Songoftheday 4/27/21 - I've been down this road walkin' the line that's painted by pride, and I have made mistakes in my life that I just can't hide...

 
"Searchin' My Soul" - Vonda Shepard
from the album Songs From Ally McBeal (1998)
Billboard Hot 100 peak: ineligible to chart
Billboard Hot 100 Airplay peak: #16 (one week)
Weeks in the Airplay top-40: 11
 
Today's song of the day comes from singer/songwriter Vonda Shepard, a native New Yorker who grew up on the West Coast. After being a session player for many top acts of the 1970s and 1980s, Shepard got her first big break in a duet on Dan Hill's single "Can't We Try", which reached the pop top ten in America in the autumn of 1987. From that exposure, Vonda was signed to Reprise Records, releasing her self-titled debut album in 1989. Two of the cuts from the record made Billboard magazine's Adult Contemporary radio chart, with "Don't Cry Ilene" going as high as #17 there. Although her second and third albums stiffed, Shepard's luck (and diligence at the piano bars) kicked in, when she was recruited by produced David Kelley to provide the music for his upcoming lawyer sitcom Ally McBeal. A track from her second disc, The Radical Light, was also chosen as the theme song for the show. "Searchin' My Soul", produced by Shepard, who wrote the track with Paul Gordon. It was one of four original songs on the show's first soundtrack, which was dominated by kitschy cover tunes to complement the quirky title character. "Searchin'" was a driving midtempo number that borrowed a little from contemporary country (like Jo Dee Messina) and a little from jangle-pop style rock.(like Sister Hazel). The result was a pleasant little intro to the program that would become a huge success for the then-burgeoning Fox Network. It connected to its many fans, most especially single women, as a anthem for their hopes and struggles...



Since "Searchin' My Soul" wasn't released as a commercial single (much like the insanely popular theme to Friends years before), it wasn't able to place on Billboard's official Hot 100 pop chart. However the song got enough radio love from mainstream stations to place in the top-20 of the airplay component of the tally in June of 1998. The song climbed to #10 on the older-skewing Adult Top-40 format chart, while getting to #22 on the Adult Contemporary (or "easy listening") airplay list. Internationally, the single went to #10 on the British singles chart, #6 in Canada, and #8 in Finland, while making the top-40 in Norway (#16) and Sweden (#20). The first Ally McBeal soundtrack album, which solely featured Shepard, went to #7 on the Billboard 200 sales chart in America, going on to sell over a million copies. 

Shepard's next studio album By 7:30 was released on the indie Jacket Records in 1999. From it, a remake of a song from her debut disc, "Baby Don't You Break My Heart Slow", this time with Emily Saliers from the Indigo Girls, made the American Adult Top-40 radio chart at #30, while being a minor hit in Britain at #76. The album did make the top half of the Billboard 200 list at 79, while reaching #39 in the UK. Later that year, a second Ally McBeal collection titled Heart and Soul came out, which made the British Albums top ten at #9, and selling over a half-million copies in the U.S. peaking at #60. Vonda would be involved with two more McBeal tie-ins, with the second, Ally McBeal: For Once In My Life, making the American albums top-40 at #34. She also has released four more studio albums apart from the show, the most recent being Rookie in 2015.

(7/10)

(Click below to see the rest of the post)

Here's the original version of "Searchin' My Soul" from Vonda's The Radical Light album, which isn't as rushed as the TV theme...


Next up is Vonda in concert...



and lastly, a "quarantine at home" performance from last November...


Up tomorrow: R&B "boy-band" believes they are being duped.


Your answer must be every line of the data below that holds the string "this", copied exactly.

§ **Collection entries**:
· · · · ·
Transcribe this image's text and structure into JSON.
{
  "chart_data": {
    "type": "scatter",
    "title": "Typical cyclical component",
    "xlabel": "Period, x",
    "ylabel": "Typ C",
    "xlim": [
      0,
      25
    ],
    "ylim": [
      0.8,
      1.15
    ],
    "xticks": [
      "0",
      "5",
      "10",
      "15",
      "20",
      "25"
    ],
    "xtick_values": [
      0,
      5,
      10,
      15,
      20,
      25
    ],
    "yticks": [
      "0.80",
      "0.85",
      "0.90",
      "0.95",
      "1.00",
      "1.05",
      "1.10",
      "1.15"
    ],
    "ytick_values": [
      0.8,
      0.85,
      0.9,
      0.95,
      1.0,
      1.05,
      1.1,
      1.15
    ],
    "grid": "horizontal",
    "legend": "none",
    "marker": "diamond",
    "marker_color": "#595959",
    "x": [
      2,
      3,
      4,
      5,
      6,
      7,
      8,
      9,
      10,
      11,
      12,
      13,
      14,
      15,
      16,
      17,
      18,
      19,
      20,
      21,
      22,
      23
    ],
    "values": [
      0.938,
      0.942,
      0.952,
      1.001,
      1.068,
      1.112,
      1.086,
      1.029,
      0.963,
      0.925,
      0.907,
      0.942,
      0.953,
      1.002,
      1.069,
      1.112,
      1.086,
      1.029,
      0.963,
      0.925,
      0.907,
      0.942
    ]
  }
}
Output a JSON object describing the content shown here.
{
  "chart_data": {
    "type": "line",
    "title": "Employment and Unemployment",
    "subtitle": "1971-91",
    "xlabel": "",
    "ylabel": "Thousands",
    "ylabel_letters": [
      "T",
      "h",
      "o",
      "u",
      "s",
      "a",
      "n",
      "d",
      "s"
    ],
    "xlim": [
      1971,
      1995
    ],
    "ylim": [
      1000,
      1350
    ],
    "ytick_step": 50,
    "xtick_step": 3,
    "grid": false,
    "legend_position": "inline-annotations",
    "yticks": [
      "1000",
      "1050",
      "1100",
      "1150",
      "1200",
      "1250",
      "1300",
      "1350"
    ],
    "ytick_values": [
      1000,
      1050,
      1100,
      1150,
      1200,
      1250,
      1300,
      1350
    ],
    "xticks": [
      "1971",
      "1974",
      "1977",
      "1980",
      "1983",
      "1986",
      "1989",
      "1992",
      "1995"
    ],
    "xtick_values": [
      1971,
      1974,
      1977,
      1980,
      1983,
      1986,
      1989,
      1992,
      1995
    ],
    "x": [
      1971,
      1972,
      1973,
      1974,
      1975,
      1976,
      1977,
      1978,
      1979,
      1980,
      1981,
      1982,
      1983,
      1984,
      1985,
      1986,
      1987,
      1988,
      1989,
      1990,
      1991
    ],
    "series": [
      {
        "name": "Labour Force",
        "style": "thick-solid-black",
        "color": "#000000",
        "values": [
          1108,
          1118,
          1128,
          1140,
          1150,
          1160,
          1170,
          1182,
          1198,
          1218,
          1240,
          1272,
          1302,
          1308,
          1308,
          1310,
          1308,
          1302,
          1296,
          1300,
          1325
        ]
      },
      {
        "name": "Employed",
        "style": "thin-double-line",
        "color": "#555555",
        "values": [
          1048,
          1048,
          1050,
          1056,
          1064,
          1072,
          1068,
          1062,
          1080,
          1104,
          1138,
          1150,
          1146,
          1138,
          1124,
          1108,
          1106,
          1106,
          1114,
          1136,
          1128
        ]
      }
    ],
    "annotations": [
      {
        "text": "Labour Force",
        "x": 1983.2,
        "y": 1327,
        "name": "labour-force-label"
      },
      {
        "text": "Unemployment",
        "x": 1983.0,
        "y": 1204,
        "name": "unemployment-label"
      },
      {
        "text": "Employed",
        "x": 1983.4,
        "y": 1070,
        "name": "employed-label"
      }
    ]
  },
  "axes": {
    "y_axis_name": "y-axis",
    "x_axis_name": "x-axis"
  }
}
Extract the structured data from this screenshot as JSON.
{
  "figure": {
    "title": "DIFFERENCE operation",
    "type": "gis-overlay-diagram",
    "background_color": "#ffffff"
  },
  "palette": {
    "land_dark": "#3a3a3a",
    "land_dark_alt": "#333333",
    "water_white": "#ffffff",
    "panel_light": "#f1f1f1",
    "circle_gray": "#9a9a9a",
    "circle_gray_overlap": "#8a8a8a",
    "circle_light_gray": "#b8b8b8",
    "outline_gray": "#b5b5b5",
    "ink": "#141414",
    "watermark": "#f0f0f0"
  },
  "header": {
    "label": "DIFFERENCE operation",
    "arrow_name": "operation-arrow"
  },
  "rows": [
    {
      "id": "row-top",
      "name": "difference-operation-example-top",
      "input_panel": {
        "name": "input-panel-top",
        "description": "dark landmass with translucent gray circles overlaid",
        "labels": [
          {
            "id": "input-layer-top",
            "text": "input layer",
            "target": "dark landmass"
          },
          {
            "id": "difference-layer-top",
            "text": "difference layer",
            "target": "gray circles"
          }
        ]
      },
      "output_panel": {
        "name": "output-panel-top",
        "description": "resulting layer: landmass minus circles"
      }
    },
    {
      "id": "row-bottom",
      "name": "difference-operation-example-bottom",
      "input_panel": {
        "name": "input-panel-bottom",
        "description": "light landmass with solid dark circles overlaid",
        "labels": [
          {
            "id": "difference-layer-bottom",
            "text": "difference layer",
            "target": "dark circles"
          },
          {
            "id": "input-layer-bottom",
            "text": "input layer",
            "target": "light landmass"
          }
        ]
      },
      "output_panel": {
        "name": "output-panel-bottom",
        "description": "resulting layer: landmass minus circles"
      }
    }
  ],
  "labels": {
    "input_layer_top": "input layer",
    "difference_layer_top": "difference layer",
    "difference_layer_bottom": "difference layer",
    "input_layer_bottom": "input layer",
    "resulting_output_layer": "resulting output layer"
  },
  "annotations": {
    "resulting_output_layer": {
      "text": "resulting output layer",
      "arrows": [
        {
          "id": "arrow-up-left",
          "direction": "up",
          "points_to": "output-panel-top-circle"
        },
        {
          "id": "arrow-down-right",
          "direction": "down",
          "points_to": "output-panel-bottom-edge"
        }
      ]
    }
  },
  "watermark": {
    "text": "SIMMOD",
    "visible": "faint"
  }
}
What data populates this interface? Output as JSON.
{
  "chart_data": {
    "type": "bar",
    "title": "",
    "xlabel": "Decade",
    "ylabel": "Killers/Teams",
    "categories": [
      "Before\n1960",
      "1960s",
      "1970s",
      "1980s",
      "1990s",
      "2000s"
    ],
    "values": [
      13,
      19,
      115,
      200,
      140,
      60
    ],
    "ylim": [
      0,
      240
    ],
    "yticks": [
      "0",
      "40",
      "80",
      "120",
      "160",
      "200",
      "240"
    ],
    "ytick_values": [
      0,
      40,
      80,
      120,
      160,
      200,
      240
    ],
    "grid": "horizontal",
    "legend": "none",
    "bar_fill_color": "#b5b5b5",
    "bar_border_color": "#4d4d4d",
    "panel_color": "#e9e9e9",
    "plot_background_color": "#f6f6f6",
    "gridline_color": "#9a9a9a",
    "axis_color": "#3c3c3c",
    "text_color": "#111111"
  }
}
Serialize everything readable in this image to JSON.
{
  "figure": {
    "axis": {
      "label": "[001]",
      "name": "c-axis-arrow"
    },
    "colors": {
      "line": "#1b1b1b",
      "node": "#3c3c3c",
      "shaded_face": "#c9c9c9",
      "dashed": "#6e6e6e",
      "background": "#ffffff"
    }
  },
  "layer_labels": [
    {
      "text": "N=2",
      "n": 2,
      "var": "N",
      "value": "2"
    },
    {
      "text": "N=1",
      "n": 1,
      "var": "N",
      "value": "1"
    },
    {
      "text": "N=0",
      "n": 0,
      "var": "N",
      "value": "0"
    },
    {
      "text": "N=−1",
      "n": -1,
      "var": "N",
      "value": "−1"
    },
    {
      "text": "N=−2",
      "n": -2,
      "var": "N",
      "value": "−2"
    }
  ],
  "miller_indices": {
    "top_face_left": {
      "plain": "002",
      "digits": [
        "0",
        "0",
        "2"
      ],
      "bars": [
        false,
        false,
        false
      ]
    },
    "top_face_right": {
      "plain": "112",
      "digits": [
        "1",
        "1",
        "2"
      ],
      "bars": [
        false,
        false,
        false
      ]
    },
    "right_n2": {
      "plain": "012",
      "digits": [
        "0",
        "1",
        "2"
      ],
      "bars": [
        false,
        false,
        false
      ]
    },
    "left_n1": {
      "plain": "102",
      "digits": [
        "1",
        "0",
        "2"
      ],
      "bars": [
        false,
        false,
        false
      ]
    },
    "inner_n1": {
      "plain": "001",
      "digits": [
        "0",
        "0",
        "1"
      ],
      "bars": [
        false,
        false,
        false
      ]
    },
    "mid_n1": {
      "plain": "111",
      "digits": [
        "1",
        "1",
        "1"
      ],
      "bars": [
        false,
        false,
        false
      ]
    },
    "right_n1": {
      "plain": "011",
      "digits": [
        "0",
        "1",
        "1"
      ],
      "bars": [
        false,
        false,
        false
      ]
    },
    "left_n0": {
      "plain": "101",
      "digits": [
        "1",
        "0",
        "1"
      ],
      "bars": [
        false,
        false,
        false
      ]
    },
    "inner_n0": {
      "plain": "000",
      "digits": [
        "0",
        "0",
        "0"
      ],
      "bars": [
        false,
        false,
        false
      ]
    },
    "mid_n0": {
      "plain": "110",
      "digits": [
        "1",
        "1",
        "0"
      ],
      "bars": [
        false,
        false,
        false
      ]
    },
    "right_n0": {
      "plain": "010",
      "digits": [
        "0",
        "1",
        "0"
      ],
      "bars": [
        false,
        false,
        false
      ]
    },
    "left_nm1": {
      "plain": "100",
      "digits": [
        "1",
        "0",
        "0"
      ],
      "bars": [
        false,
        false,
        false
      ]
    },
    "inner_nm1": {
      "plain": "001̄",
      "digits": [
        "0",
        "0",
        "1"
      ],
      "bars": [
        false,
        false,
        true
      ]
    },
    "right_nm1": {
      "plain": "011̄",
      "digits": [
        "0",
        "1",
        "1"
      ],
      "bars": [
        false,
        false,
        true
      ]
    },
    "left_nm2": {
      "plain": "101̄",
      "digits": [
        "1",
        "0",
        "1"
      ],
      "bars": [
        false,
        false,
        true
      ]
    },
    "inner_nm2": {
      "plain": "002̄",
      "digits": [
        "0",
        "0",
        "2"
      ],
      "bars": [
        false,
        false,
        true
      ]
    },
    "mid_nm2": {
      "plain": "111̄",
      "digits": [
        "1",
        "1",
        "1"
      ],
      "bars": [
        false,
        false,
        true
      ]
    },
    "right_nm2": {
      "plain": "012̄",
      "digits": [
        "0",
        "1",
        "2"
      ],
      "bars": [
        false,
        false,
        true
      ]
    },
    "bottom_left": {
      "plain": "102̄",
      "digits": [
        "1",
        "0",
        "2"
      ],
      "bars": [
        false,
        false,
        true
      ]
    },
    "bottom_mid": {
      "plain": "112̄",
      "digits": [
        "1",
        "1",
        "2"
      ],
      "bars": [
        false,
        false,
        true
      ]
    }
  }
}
· · · · ·
§ **WORKED SOLUTION**:
Transcribe this image's text and structure into JSON.
Extract the structured data from this screenshot as JSON.
What data populates this interface? Output as JSON.
Serialize everything readable in this image to JSON.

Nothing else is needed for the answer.